From Sam Sutherland’s much-anticipated Canadian punk book, I surmise:
“With increasing local media attention, word-of-mouth gigs regularly draw hundreds of kids. Bars that had previously ignored punk begin to take notice. The first Calgary one to offer punk a home is on the main floor of the rundown Calgarian Hotel that caters to the local King’s Crew Motorcycle Club and First Nations population. It’s a dive somehow eking out an existence on a seedy block of an otherwise upper-class town. Located downtown on Seventh Street S.E., hard-drinking punks of the Calgary Hotel have the run of the bar’s back room for whatever riotous noise they want to make, so long as they bring their own PA, and patrons at the front don’t get too freaked out by the influx of underage, short-haired military-looking goons.
“Our first show, this little guy comes up and stares at us for a song, and we just keep playing,” says Kinsella. “Finally he walks away, and our manager walks up to us and says, ‘Do you know who that was? That was the head of the King’s Crew.’ Apparently some of the bikers were pissed that we had taken over their bar. And he was deciding if we were going to live or not.”
You’re lucky your fingers are still alive to play another day.
And a nasty Calgary turf war was narrowly avoided!
The King’s Crew boss must have gazed at WK’s innocent eyes and sweet smile.
I remember assholes like that in Winnipeg in the ’70s.
A little chit-chat in the parking-lot usually defused the problem, with the asshole calling a cab.
Mr. Kinsella, ever play the Smilin Buddha Cabaret on Hastings St in Vancouver?……I believe it served much the same purpose as the Calgary Hotel for Vancouver’s punk scene…..
Hard to believe my father said it was actually quite the swanky joint in the forties……Its neon sign was a fixture on Hastings St for years, and this fine example of neon art was saved and restored by the band 54-40 I believe….
Ahem, I guess it was actually the fifties……http://vancouverneon.com/page_q/q_buddha1.htm ……….good article on Vancouver’s punk scene as well……
Awesome story.
Brief, but awesome story.
Warren, thanks for the memories re: the Calgarian. I had friends in a garage/punk band at the time, who played some gigs there. We found that drinking really heavily helped us relax and fit in with the unique demographic there. The crowd was often more entertaining to watch than the bands. My favourite incident was when some guy passed out while urinating (standing up and resting his head against the bathroom wall) — then, while passed out, he managed to accidentally urinate on the guy beside him — which of course resulted in, er, hostilities.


- Work instruction: Copy, exactly as written, the lines that begin at the one containing "is (1414, 717)." and end at the one containing "on span: Revenue". Skip any pictures in the data below.
Start of Record set
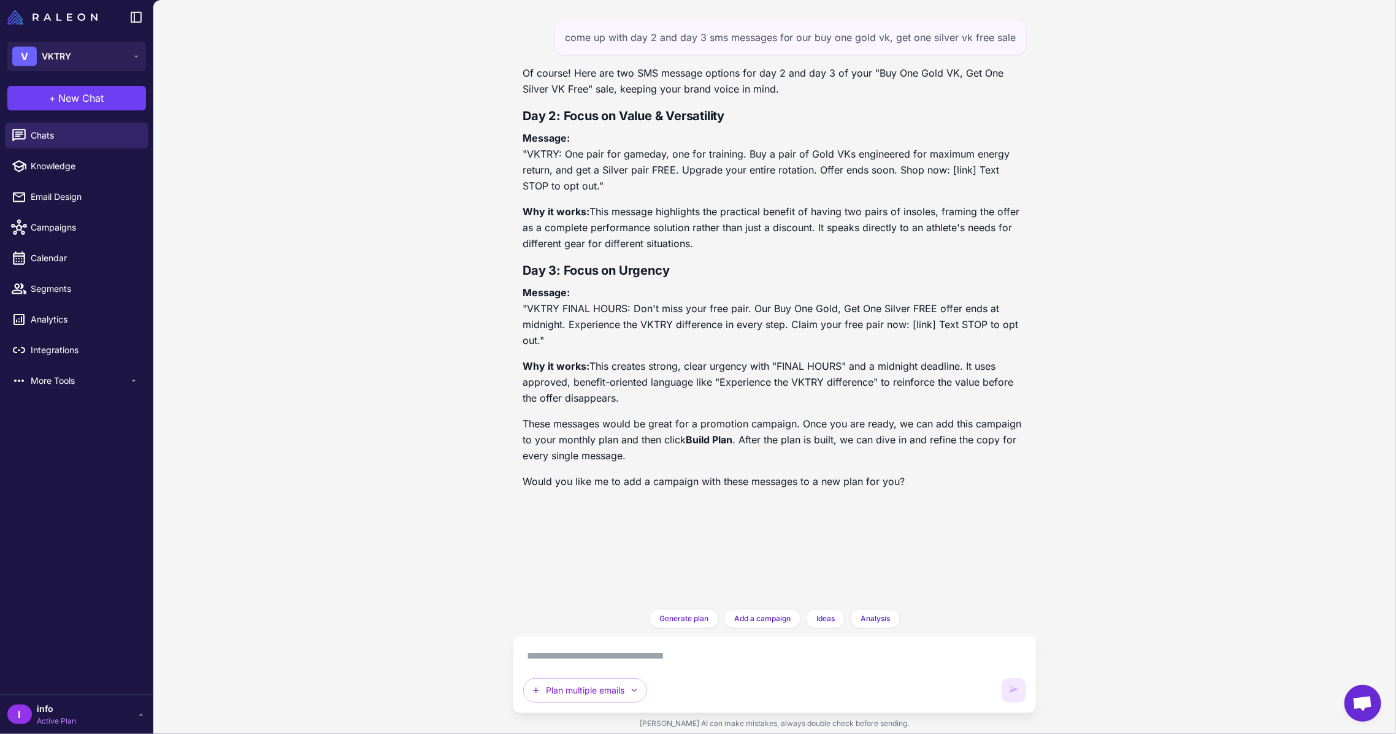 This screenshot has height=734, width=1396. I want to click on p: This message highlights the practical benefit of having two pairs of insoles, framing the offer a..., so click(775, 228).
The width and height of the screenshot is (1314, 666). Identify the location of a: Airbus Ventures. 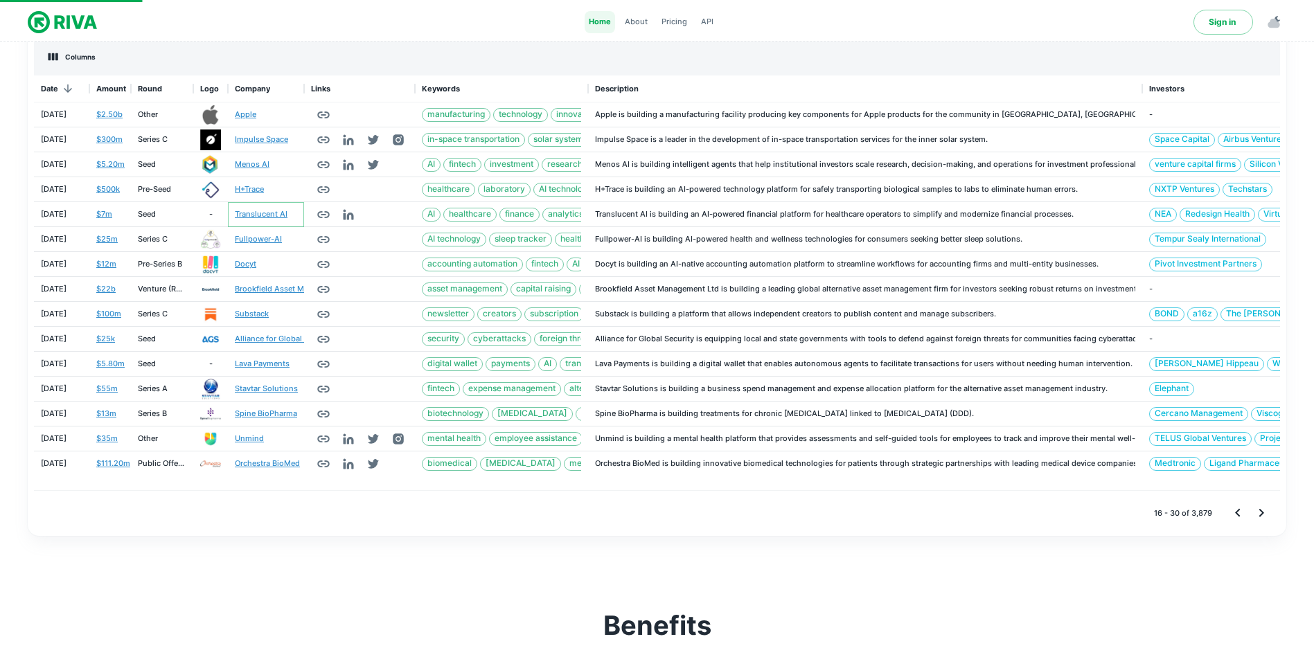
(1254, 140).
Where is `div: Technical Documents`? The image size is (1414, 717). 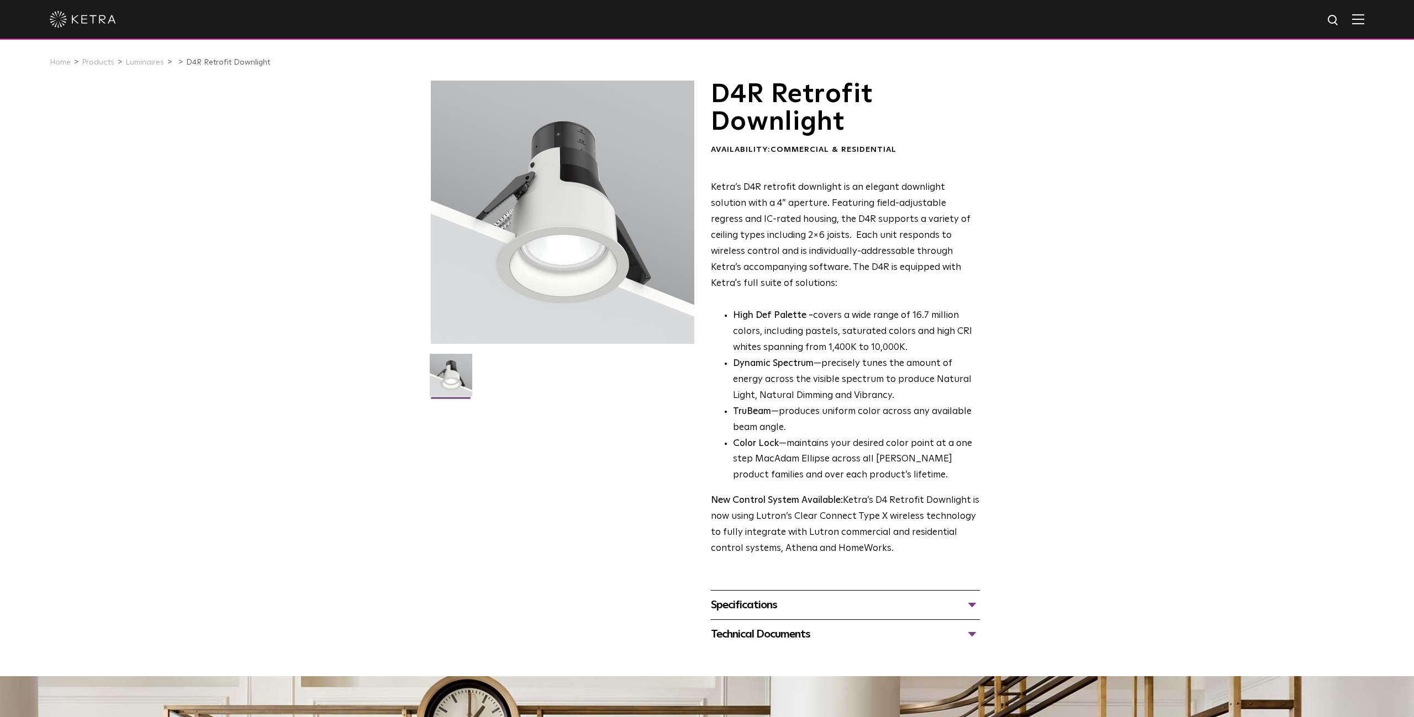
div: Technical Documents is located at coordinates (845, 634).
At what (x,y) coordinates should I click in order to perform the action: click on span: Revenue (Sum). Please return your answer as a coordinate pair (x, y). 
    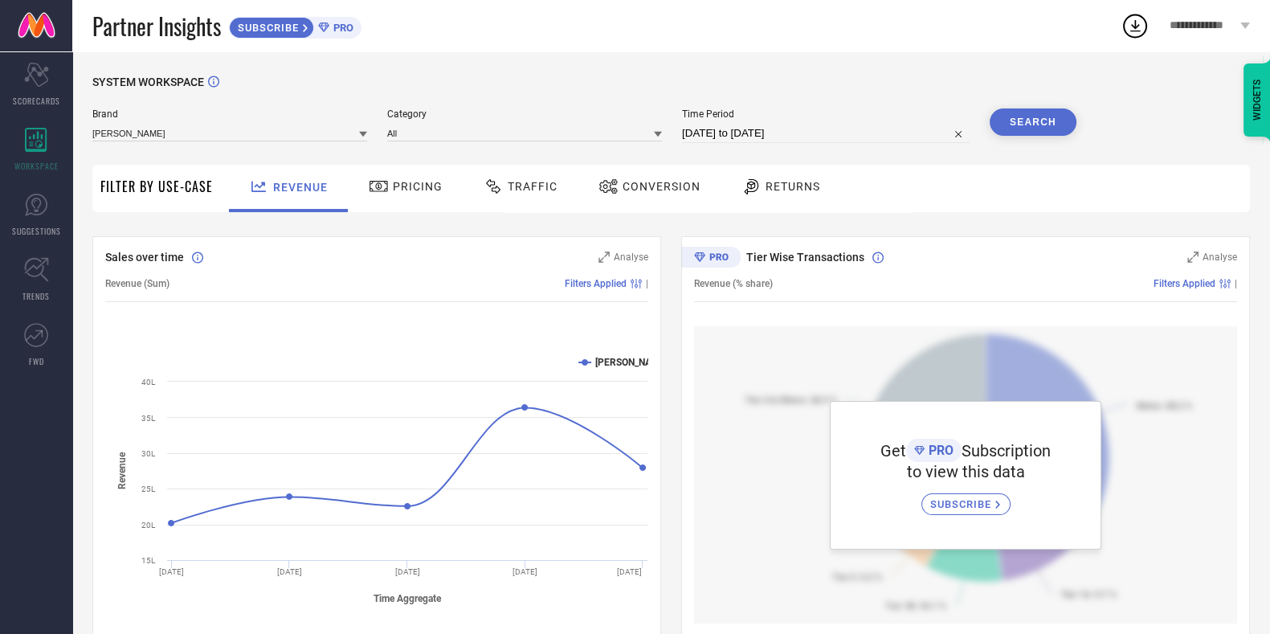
End of Record set
Start of Record set
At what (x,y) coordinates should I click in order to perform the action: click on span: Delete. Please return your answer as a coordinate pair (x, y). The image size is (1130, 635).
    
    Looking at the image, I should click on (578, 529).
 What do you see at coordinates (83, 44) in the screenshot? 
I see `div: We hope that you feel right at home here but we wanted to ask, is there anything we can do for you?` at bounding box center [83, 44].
End of Record set
- Answer to the problem:
Where is `div: Technical Documents`? The image size is (1414, 717). 
div: Technical Documents is located at coordinates (845, 634).
At what (x,y) coordinates should I click in order to perform the action: click on span: Revenue (Sum). Please return your answer as a coordinate pair (x, y). 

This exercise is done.